In my early 20's I had a horse I trusted enough to take on trail rides through big open areas, and we used to race a thoroughbred that lived at our house, from the bottom of a hill back up to our house. My 15 hand* (tiny) grade (no fancy breeding here) gelding, Sunny, was not only cute, he was speedy. We beat that thoroughbred. Do I want to go that fast on a horse now? Pass.
Me and Sunny practicing speed. It only looks like a helmet; those are curlers.
Lucky for our side I love ring work. For some people, this is a huge yawner, but I love the concentration and precision required in doing a dressage test. I suppose indoor (or in a fenced arena) obstacles could be fun too.
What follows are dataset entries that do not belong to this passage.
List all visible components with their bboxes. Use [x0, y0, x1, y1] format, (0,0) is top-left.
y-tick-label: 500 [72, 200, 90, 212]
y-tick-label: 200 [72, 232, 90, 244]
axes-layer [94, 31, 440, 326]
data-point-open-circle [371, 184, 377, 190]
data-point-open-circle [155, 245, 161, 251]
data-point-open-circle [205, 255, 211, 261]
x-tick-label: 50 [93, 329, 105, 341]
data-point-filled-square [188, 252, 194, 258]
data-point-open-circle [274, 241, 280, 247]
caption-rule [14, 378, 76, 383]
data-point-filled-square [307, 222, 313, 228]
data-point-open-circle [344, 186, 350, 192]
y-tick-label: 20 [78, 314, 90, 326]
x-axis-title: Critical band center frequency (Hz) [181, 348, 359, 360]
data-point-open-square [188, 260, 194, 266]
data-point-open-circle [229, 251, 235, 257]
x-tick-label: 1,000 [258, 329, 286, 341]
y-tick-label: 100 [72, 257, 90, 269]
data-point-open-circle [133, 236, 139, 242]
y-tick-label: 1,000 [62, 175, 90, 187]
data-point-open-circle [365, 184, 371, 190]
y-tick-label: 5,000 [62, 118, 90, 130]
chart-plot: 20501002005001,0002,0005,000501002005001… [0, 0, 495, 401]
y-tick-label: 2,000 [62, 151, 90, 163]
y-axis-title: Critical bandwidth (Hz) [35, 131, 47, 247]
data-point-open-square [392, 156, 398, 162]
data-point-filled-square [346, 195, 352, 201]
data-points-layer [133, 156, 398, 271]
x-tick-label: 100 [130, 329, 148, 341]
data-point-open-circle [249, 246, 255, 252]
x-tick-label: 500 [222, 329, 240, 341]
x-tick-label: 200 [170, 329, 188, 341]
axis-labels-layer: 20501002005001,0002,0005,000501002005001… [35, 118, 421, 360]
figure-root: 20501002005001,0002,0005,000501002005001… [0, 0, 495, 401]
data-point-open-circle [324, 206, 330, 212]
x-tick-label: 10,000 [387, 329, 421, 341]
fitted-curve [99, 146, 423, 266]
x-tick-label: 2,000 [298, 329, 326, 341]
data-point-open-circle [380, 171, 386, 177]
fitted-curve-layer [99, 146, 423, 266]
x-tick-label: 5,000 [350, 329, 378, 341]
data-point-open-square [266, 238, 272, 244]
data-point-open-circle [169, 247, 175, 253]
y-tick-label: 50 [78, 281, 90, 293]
So here I am, 70-something, missing my mare Wilma who I learned to trust as much as Sunny - I would love to have her, or someone like her (and Sunny) back in my life. Probably more like her; she didn't require constant nagging to move, but hated to go faster than a trot, so we were well suited to one another. I've talked with her about returning. But here's the thing.
I want to spend time with whoever this horse is, and the question I always ask myself is "would I?" Would I take the time to go out to the barn 4 or 5 days a week to hang with the equine and ultimately go for little rides? Our horses live on our property and there are always things to do that don't involve a saddle. All the little things that are done for you in a boarding barn (like feeding and cleaning and repairing and bringing the horses in and out and dragging the arena) we do ourselves. This is not interaction - it's the real work that happens when you have a barn, and are all things I actually enjoy doing.
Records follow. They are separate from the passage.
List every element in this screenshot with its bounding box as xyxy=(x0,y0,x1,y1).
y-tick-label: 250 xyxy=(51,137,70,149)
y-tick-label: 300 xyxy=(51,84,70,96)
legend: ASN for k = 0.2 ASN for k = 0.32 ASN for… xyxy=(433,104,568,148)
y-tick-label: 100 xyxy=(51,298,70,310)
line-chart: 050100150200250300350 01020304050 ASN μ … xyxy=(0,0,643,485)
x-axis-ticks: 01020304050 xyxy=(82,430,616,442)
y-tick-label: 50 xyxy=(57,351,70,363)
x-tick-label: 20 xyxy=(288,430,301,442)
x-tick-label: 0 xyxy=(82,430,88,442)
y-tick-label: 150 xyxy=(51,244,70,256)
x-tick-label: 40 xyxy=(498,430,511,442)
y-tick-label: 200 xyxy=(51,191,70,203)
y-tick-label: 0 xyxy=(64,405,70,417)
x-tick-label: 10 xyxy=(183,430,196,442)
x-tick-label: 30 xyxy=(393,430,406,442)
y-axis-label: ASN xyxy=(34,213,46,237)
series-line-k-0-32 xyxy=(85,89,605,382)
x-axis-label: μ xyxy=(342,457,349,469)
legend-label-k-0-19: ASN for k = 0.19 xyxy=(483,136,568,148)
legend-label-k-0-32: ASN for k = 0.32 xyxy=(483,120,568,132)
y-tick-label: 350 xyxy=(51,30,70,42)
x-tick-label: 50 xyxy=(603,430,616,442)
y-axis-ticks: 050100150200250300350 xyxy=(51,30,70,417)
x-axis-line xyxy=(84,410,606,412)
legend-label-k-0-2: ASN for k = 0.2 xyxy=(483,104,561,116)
Me and Wilma going for a ride with some other horses (not pictured). She was a purebred Friesian, but small and baroque. Perfect size and shape.
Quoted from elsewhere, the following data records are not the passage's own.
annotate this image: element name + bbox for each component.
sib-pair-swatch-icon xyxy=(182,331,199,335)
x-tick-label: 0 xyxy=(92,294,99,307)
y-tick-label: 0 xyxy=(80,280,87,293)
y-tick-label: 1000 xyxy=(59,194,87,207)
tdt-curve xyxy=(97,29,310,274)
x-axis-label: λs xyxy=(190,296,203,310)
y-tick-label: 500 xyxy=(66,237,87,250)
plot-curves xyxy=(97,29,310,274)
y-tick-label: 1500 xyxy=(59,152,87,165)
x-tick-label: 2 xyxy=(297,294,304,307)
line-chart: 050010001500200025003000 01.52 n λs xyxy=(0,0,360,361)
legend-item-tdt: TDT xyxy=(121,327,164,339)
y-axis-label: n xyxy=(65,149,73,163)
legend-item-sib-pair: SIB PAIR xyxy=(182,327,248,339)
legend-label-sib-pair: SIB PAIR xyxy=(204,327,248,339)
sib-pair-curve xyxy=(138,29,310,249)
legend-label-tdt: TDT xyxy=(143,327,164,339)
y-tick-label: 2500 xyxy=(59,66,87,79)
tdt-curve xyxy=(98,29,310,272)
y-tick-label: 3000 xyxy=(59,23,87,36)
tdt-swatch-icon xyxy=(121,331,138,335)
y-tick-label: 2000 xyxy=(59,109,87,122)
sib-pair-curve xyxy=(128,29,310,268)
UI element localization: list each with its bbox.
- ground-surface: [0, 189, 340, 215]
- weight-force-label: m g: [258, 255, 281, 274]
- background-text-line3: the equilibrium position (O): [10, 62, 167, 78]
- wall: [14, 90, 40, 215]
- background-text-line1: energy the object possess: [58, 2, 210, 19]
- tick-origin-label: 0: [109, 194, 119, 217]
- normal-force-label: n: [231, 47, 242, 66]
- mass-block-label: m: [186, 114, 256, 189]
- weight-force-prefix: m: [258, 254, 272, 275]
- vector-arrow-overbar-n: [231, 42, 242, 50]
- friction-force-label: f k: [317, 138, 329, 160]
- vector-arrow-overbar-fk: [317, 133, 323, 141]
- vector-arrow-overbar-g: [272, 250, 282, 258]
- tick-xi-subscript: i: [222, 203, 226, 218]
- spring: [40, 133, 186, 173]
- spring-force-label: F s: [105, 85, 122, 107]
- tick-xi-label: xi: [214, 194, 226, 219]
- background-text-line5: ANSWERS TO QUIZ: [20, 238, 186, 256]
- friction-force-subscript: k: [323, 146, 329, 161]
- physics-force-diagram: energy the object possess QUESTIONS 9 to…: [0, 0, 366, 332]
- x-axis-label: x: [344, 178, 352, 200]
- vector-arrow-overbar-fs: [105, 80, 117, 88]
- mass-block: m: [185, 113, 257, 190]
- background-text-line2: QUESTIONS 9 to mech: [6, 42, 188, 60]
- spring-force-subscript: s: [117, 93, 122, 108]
We have three horses now, two of whom we choose not to ride because of age for one and temperament for the other, and the third who has her own agenda which looks nothing like what I want to do on the back of a horse. She's a firecracker, that one. The wide open spaces are for her. Put her in an arena and she's miserable. Plus, she's big (by my standards. My friends with 17 hand warmbloods would consider her 15.2 wide-body self a midget).
As I said, I've talked with Wilma about re-establishing a physical connection. As she got older (she left the planet at age 26, old for a Friesian), she didn't really want to be ridden any more, and I KNOW I didn't spend enough time with her. She was a great coach, and unless we were working with a client, or it was feeding time, she mostly hung out in the pasture with the other horses. Did she mind? She says she accepted it. But she is my best spiritual friend. We've been through lots of lives and adventures together, and I feel like I left her standing in the grasses while I did whatever it was I was doing that wasn't really that important. I don't want to do that to her again.
This girl is a hard act to follow.
She's said she would come back again, for me. She feels no need to have another lifetime right now. If I can't give her what I feel she deserves (a partner who is truly present), I don't want her to do that. She agrees. Maybe that's the lesson.
And I don't want to give any other rideable horse the cold shoulder, either. If someone comes to me who is a riding horse, who loves ring work, and is not particularly obsessed with speed, I want to be able to focus on that horse for the long run, until we both say "enough, let's just hang out together and forget the riding part." Then we'll hang out, and if the horse wants to coach, it will coach. If not, we'll just hang out.
Will I do that? I don't know. My track record isn't great, especially when the horses are living at home. Meanwhile, the years pile up. Guess I'd better keep myself in shape, and my helmet polished, just in case. (And don't tell my doctor!)